Ryan: Carter era was better than Obama’s
Associated Press
GREENVILLE, N.C.
Paul Ryan delivered a scathing criticism of President Barack Obama’s stewardship of the nation’s economy Monday, arguing that even conservative punching bag Jimmy Carter’s presidency was better as Democrats streamed to North Carolina to nominate Obama for a second term.
“The president can say a lot of things and he will,” the Republican vice presidential candidate told more than 2,000 supporters in East Carolina University’s student recreation center, about 230 miles east of the Democratic National Convention site in Charlotte. “But he can’t tell you that you’re better off.
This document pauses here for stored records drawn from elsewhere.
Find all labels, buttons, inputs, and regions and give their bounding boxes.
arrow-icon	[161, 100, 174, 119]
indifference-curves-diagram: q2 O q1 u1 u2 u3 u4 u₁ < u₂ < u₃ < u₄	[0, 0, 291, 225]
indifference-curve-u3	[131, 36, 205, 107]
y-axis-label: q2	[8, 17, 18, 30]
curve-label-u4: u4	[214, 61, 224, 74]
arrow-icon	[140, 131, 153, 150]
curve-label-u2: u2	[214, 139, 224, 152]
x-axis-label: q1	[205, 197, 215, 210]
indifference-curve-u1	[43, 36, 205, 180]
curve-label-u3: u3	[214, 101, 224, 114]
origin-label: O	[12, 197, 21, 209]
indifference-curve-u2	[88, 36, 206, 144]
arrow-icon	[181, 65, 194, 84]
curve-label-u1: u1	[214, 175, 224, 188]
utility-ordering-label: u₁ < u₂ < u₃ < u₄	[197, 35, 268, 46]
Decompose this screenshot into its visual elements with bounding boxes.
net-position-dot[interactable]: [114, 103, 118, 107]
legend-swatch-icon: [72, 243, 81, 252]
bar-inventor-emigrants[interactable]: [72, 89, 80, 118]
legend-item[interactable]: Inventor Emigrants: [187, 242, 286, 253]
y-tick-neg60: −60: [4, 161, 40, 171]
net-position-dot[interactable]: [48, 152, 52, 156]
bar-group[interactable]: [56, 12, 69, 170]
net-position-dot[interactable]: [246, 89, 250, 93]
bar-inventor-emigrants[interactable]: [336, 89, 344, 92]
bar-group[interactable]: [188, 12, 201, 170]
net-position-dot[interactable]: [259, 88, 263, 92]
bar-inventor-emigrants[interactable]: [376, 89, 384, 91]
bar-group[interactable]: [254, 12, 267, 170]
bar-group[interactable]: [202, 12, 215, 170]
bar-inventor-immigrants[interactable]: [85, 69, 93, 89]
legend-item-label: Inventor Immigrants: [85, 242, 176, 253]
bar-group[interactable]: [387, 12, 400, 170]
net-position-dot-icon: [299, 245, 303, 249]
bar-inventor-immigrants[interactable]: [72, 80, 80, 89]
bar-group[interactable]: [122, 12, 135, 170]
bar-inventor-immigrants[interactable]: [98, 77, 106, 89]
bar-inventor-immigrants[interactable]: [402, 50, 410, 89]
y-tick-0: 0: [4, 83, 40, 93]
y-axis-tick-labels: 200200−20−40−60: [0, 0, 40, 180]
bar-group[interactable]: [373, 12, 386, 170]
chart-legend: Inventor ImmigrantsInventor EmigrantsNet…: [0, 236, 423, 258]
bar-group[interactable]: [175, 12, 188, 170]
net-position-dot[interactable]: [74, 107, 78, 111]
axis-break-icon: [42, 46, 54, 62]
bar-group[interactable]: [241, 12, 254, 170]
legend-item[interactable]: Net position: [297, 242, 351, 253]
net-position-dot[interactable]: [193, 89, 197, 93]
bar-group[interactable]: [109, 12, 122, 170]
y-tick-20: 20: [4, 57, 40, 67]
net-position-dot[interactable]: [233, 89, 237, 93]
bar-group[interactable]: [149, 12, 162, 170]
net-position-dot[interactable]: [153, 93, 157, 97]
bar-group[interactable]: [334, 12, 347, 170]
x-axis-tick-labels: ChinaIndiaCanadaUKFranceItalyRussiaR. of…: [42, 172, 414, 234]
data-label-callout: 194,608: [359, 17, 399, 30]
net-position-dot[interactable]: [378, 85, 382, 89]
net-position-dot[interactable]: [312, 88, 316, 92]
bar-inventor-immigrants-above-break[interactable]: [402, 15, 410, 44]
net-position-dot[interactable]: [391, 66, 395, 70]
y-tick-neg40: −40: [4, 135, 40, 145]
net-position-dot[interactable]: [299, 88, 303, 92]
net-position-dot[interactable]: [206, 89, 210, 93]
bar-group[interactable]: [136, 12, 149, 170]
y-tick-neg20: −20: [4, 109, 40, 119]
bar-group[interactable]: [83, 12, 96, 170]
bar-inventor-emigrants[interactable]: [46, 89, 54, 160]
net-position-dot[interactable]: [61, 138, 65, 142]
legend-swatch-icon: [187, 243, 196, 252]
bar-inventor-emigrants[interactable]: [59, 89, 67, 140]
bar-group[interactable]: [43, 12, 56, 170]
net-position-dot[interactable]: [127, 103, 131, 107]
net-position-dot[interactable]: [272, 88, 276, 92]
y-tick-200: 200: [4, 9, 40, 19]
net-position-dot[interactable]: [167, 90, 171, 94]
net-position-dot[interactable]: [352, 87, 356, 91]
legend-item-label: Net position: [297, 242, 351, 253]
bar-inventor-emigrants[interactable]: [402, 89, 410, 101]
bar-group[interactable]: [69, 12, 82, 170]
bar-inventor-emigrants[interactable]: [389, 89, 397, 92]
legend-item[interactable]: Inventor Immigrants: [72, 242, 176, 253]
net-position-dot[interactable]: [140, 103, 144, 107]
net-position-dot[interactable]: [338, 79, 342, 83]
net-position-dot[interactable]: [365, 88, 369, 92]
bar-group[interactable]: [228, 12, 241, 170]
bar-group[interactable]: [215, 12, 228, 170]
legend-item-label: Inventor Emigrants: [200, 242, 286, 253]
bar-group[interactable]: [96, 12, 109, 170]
Simply put, the Jimmy Carter years look like the good old days compared to where we are right now.”
The Romney/Ryan campaign said Ryan is to lead a rally this morning at the Westlake Recreation Center, near Cleveland. He then will go to Iowa to campaign.
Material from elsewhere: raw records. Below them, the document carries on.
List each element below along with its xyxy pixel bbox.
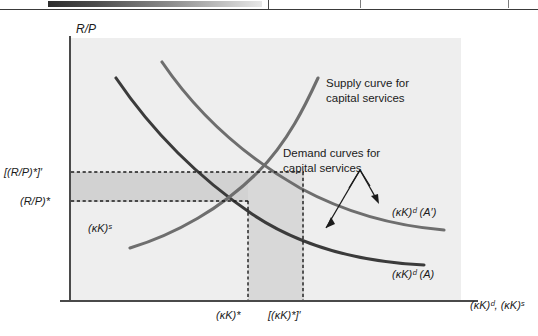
- demand-arrowhead-left: [326, 217, 335, 228]
- x-axis-title: (κK)ᵈ, (κK)ˢ: [470, 298, 524, 312]
- demand-curve-A-label: (κK)ᵈ (A): [392, 267, 434, 281]
- supply-annotation-line2: capital services: [326, 91, 409, 106]
- supply-curve-label: (κK)ˢ: [88, 221, 112, 235]
- demand-arrowhead-right: [371, 194, 379, 204]
- demand-annotation-line2: capital services: [283, 161, 380, 176]
- y-tick-label-rp-star: (R/P)*: [20, 194, 50, 208]
- x-tick-label-kk-star: (κK)*: [216, 308, 240, 322]
- figure-root: R/P (κK)ᵈ, (κK)ˢ [(R/P)*]′ (R/P)* (κK)* …: [0, 0, 538, 336]
- demand-annotation-line1: Demand curves for: [283, 146, 380, 161]
- supply-annotation-line1: Supply curve for: [326, 76, 409, 91]
- y-axis-title: R/P: [76, 22, 96, 37]
- supply-annotation: Supply curve for capital services: [326, 76, 409, 105]
- demand-annotation: Demand curves for capital services: [283, 146, 380, 175]
- y-tick-label-rp-star-prime: [(R/P)*]′: [4, 165, 42, 179]
- curves-layer: [0, 0, 538, 336]
- demand-curve-A-prime-label: (κK)ᵈ (A′): [392, 205, 436, 219]
- x-tick-label-kk-star-prime: [(κK)*]′: [268, 308, 301, 322]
The message, comparing today’s economic problems with the troubled economic conditions of the Carter administration, is part of a broader GOP strategy to ask voters whether they are better off now than they were four years ago. Polling suggests the criticism may resonate with voters frustrated with the pace of economic recovery.
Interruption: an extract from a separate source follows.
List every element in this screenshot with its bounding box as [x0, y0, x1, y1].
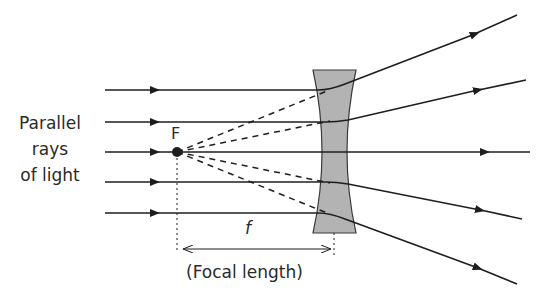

Democrats argued that conditions have improved since Obama took office, with the president and Vice President Joe Biden focusing Monday on the administration’s 2009 rescue of U.S. automakers, which GOP presidential candidate Mitt Romney opposed at the time. At a union rally in Toledo, Obama said the jobs that were preserved help workers enter the middle class while the auto companies symbolize the country’s innovative and industrial abilities.
Republicans said Obama was running away from a poor economic record.
Before leaving Greenville, Ryan told a crowd of 700, “After another four years of this, who knows what it’ll look like then. We’re not going to let that happen.”
Romney, meanwhile, will spend much of the week in New Hampshire and Vermont preparing for three fall debates with Obama, the first on Oct. 3.